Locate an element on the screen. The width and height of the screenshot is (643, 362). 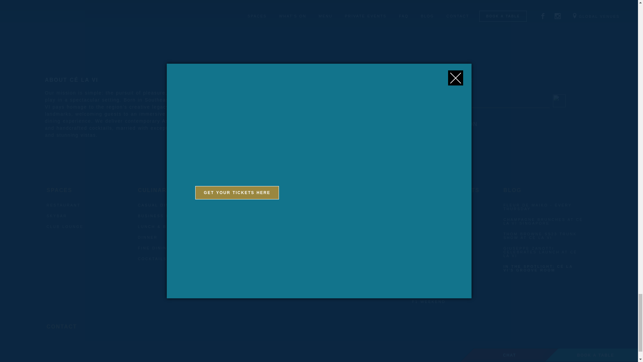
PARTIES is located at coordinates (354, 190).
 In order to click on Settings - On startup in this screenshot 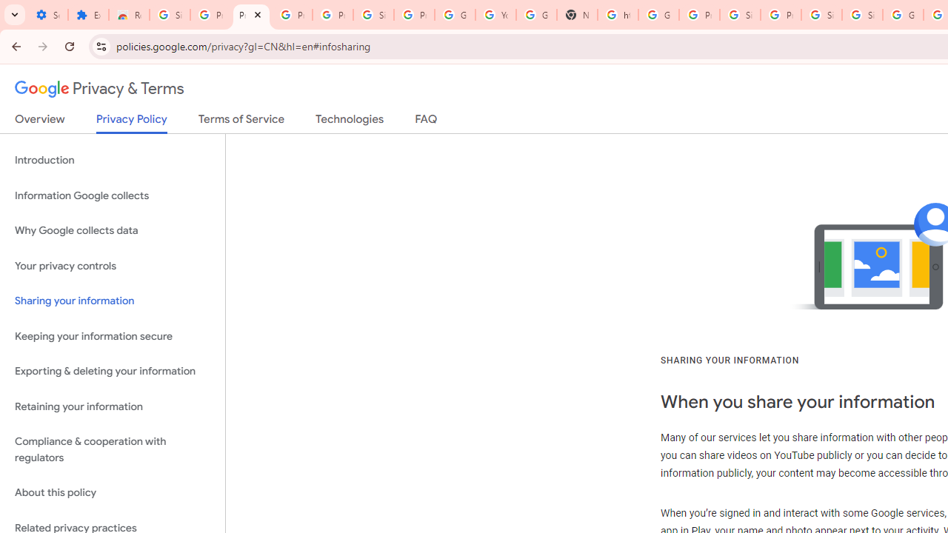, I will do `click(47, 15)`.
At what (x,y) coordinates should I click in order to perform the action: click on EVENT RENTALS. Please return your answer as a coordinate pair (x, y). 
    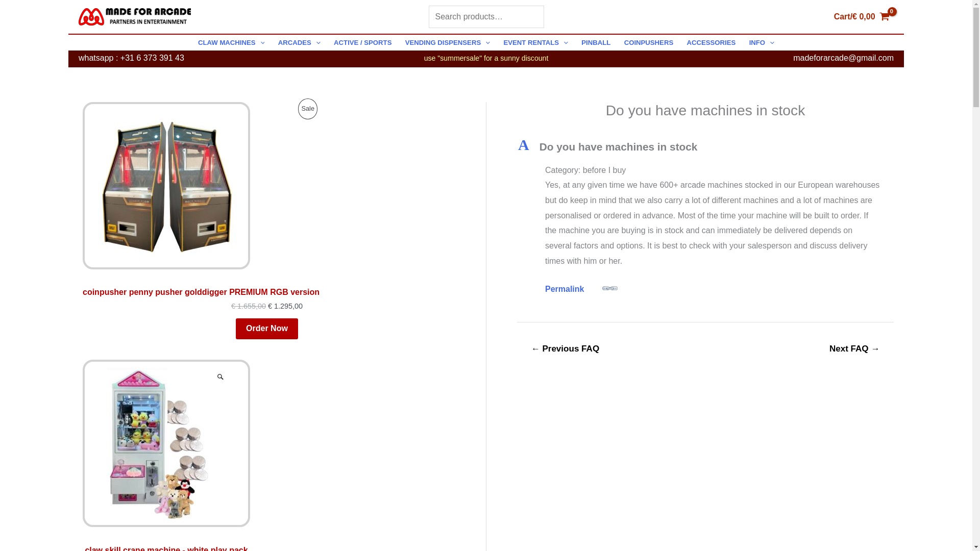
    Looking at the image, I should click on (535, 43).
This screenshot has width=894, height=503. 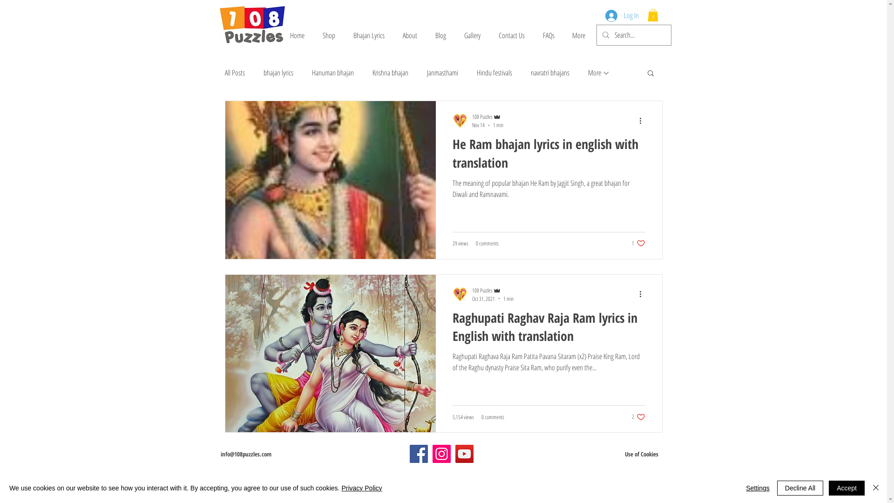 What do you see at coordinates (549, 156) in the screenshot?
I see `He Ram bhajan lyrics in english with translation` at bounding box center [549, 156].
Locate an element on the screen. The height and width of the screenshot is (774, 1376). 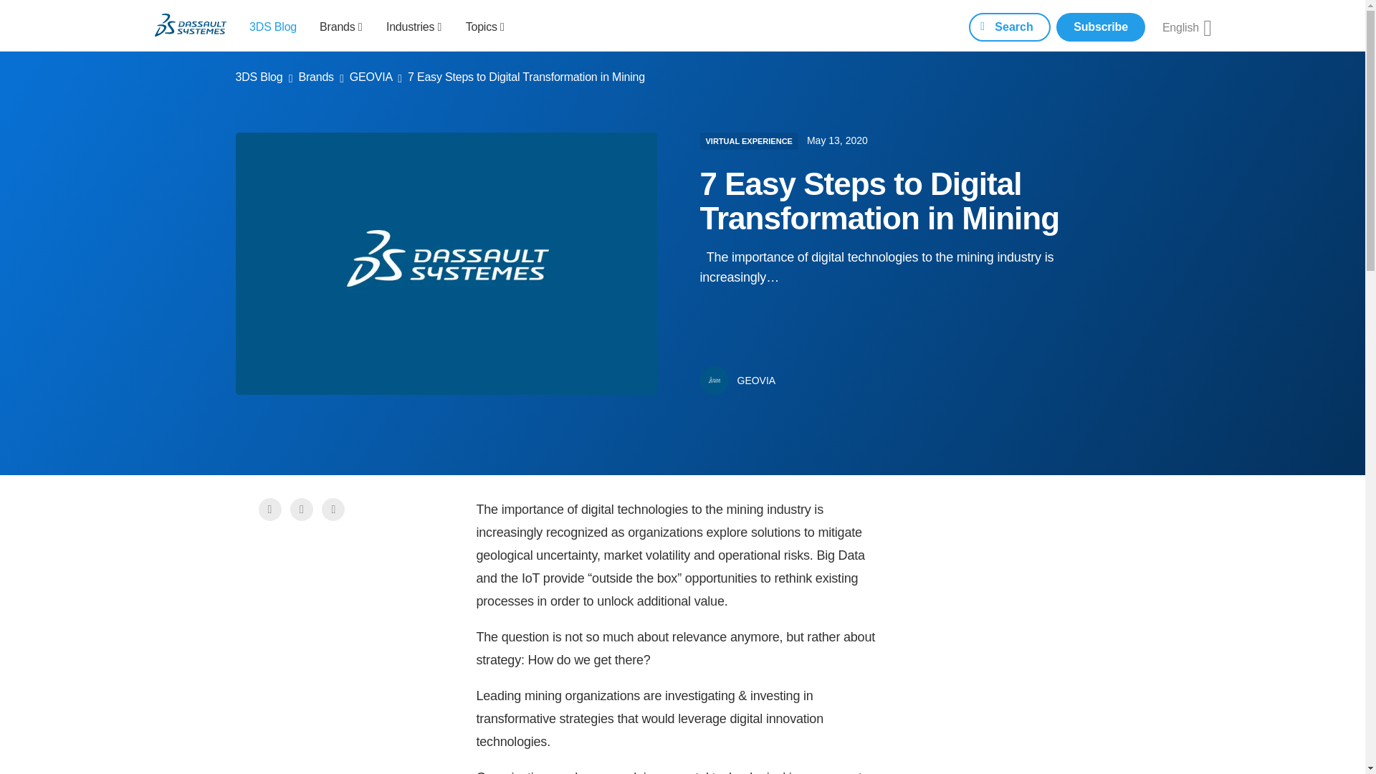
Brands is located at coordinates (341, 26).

◇ ◇ ◇

_ACTIVITY_
Word for word, retype the lines from the one with "Locate an element on the screen. The height" through the final line of the data, both included. No pictures belong in the copy.

_EXERCISE ANSWER_
Locate an element on the screen. The height and width of the screenshot is (774, 1376). 
Brands is located at coordinates (341, 26).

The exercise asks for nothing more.